Speaking to the Washington Post about the long-running space opera he sold to Disney for $4bn in October 2012, Lucas says he went back to the scene in 1997 for moral reasons.

“Han Solo was going to marry Leia, and you look back and say, ‘Should he be a cold-blooded killer?’” he said. “Because I was thinking mythologically – should he be a cowboy, should he be John Wayne? And I said, ‘Yeah, he should be John Wayne.’ And when you’re John Wayne, you don’t shoot people [first] – you let them have the first shot. It’s a mythological reality that we hope our society pays attention to.”

Lucas’s digital tinkering to the cantina scene is perhaps the most famous, though not necessarily the most jarring, of the changes exacted for the special edition cuts of the original Star Wars trilogy.

Other painful moments for fans include the reintroduction of a deleted scene from the 1977 film in which Han Solo meets Jabba the Hutt. The original segue used a human actor to play the gangster, but the later cut features a CGI version of the slug-like alien from 1983’s Return of the Jedi. This caused continuity issues, because Solo walks behind the original human actor in the scene, so Lucas “got round” the problem by digitally lifting Ford into the air and having him stand on CGI Jabba’s tail.

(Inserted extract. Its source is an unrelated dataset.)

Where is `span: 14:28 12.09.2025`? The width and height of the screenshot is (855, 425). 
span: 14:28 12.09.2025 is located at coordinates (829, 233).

Lucas refused to apologise for tinkering in the Post interview, which describes him as “a passionate defender of an artist’s right to go back and tweak his work”. But the film-maker does reveal he has spent the past 15 years suffering from the derision of fans in the wake of the special edition versions and the oft-derided Star Wars prequel trilogy, to the point where he avoids the internet and has no Facebook, Twitter or email accounts.

Lucas recently revealed he has no plans to return to directing Star Wars movies for fear of criticism and the lack of room for “experimentalism” he believes the saga now allows.

“You go to make a movie and all you do is get criticised, and people try to make decisions about what you’re going to do before you do it,” he told Vanity Fair. “And it’s not much fun. You can’t experiment. You have to do it a certain way. I don’t like that, I never did.”